Thornton’s career arc was perhaps the most unconventional. After a stint in the fashion business, she opened her own home and gifts store in California’s wine country. She chaired the board of the California Pacific Medical Center for a decade and served on the board of the San Francisco Museum of Modern Art. She also raised four children, an “important and fun part of my life.” Thornton now divides her time between San Francisco, Sonoma County, and Guatemala. “It wasn’t a straight focus, just climbing-the-corporate-ladder kind of life,” she says.

West worked at the California Institute of Technology, the National Academy of Sciences, and the Lawrence Berkeley National Laboratory, where she was business manager of the energy and environment division. “I loved working with the scientists,” she says. After several years as executive director of a law firm, she retired early. But her adventures continued. She volunteered at the Charles Darwin Research Center on the Galapagos Islands and for environmental groups. Now living in a retirement community near Portland, Oregon, she remains close to both Phillips and Thornton.
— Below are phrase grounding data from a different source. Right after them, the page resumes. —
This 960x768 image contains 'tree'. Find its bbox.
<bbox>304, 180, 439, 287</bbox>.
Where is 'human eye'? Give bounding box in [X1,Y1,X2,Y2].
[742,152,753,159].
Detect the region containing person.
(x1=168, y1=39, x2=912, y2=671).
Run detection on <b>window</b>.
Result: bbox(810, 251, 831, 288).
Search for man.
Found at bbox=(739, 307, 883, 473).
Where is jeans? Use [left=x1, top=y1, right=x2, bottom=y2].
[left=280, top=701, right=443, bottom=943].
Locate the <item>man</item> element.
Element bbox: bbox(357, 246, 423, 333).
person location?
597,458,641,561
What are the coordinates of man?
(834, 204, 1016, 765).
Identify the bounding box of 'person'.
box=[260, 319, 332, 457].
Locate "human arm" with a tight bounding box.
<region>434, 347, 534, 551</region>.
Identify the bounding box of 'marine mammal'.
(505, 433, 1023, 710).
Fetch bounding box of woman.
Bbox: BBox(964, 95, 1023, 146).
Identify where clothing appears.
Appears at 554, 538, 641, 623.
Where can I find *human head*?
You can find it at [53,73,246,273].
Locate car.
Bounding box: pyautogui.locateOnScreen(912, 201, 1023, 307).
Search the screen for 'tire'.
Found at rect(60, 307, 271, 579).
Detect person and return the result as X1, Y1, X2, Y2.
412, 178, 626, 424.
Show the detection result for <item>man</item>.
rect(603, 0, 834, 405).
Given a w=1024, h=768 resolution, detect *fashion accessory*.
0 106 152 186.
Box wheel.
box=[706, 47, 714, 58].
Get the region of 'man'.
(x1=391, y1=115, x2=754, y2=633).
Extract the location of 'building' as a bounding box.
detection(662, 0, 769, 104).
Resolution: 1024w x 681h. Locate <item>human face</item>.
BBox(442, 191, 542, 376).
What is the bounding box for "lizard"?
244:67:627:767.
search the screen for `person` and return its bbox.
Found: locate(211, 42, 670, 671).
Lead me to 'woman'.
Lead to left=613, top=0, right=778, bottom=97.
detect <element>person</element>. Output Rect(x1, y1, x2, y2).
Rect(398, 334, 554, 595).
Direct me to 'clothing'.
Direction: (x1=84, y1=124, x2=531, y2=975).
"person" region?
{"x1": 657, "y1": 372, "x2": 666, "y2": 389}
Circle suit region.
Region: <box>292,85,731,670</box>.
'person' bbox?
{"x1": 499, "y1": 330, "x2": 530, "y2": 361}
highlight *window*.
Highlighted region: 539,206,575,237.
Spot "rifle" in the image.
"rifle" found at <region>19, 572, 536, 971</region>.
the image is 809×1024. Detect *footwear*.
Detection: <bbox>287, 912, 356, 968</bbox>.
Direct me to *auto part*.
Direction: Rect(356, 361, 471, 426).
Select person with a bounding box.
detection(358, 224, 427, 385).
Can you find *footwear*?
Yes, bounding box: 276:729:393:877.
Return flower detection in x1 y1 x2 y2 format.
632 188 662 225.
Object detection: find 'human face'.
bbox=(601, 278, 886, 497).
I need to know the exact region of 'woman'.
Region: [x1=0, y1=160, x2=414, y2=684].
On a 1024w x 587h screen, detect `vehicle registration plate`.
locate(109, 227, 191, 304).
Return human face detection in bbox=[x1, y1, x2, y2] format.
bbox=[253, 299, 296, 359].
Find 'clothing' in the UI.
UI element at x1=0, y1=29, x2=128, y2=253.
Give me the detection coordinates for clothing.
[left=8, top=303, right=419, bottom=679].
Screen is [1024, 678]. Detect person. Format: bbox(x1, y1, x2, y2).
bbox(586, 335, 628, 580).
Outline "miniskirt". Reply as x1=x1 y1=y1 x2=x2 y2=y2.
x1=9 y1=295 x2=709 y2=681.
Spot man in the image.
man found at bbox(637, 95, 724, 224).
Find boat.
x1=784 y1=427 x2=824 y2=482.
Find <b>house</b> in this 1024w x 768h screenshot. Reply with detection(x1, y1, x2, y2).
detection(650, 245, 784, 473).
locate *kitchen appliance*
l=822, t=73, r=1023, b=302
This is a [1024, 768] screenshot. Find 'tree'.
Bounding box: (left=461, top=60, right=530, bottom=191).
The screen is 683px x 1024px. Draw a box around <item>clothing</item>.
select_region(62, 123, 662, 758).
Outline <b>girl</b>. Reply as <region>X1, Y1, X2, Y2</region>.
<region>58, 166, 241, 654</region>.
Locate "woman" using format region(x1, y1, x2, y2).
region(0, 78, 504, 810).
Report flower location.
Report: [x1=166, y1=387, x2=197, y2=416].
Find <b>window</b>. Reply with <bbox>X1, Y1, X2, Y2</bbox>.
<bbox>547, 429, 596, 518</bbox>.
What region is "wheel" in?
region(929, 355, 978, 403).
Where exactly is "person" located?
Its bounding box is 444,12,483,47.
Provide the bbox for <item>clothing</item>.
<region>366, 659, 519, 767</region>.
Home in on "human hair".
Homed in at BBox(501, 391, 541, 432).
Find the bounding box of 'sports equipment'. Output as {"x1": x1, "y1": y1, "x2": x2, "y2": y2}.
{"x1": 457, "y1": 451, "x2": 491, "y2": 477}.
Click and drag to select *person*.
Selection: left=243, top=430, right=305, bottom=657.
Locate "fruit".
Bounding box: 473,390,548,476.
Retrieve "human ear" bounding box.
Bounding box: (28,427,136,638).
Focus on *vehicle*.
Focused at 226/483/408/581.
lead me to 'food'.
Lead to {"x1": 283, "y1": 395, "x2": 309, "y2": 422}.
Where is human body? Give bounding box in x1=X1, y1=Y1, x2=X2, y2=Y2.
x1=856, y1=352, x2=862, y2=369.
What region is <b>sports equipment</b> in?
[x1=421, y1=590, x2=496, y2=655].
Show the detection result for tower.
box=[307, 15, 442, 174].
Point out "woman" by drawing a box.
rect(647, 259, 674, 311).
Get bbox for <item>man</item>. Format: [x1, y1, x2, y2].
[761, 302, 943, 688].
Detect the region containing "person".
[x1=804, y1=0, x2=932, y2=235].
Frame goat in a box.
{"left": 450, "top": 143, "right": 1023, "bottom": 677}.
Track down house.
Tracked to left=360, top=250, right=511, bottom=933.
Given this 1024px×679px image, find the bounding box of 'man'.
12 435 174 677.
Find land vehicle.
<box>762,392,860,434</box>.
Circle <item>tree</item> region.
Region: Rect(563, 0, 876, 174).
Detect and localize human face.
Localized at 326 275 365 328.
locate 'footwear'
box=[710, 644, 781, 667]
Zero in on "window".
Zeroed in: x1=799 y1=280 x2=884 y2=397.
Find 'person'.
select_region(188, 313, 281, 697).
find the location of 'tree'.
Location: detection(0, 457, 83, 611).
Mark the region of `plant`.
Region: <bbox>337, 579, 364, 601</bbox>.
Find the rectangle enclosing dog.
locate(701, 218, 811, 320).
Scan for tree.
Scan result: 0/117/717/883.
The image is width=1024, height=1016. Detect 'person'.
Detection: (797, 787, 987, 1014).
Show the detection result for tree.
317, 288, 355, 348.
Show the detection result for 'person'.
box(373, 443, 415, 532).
An active alum, Phillips won Stanford GSB’s volunteer leadership award in 2017. She describes her career as a management consultant as “heaven.” After her MBA, she earned a doctorate in clinical psychology at the University of Oregon. At a time when companies “were trying to figure out how to better utilize the human resource,” she says, “I landed in the right place with the right credentials and personal skills. I was unafraid to work with all-male environments, and I had the expertise they were desperately needing. I had the degree and the personality to overcome any gender bias they might have. That just gave me a wonderful escalator up to the top decision-making level of these companies.”

 

What were the lessons and legacy of the women’s Stanford GSB education?

“I think it’s the best degree you could have,” Thornton says. “You learn a little bit about everything: accounting, finance, human relations. And you need those for every venture you go into.”

Wyser-Pratte says she discovered how to look beyond numbers and models and “ask what the business does, why the business does it, who are their customers, what is the general context of their business globally — a more contextual vision.”

At Stanford GSB, Phillips says, “I learned functional components of running a business from some of the experts in the world.” In addition, “having the status of this prestigious degree from an admired school opened so many doors.”

Because of her prior business background, West says she acquired little technical knowledge. Nevertheless, she says, “it was a good investment because of meeting Susie and Anne and doing the multimedia show.”

Jones, too, prizes her Stanford relationships, especially the mentorship of John G. “Jack” McDonald, a beloved finance professor who died in 2018. As a mentor herself, Jones says she encourages women to take on new roles, even if they feel unready. “If you don’t do it now, this door may not be open later on,” she tells them. “We women can do this. We Black women can do this. And we need to strive because people have opened up these doors for us.”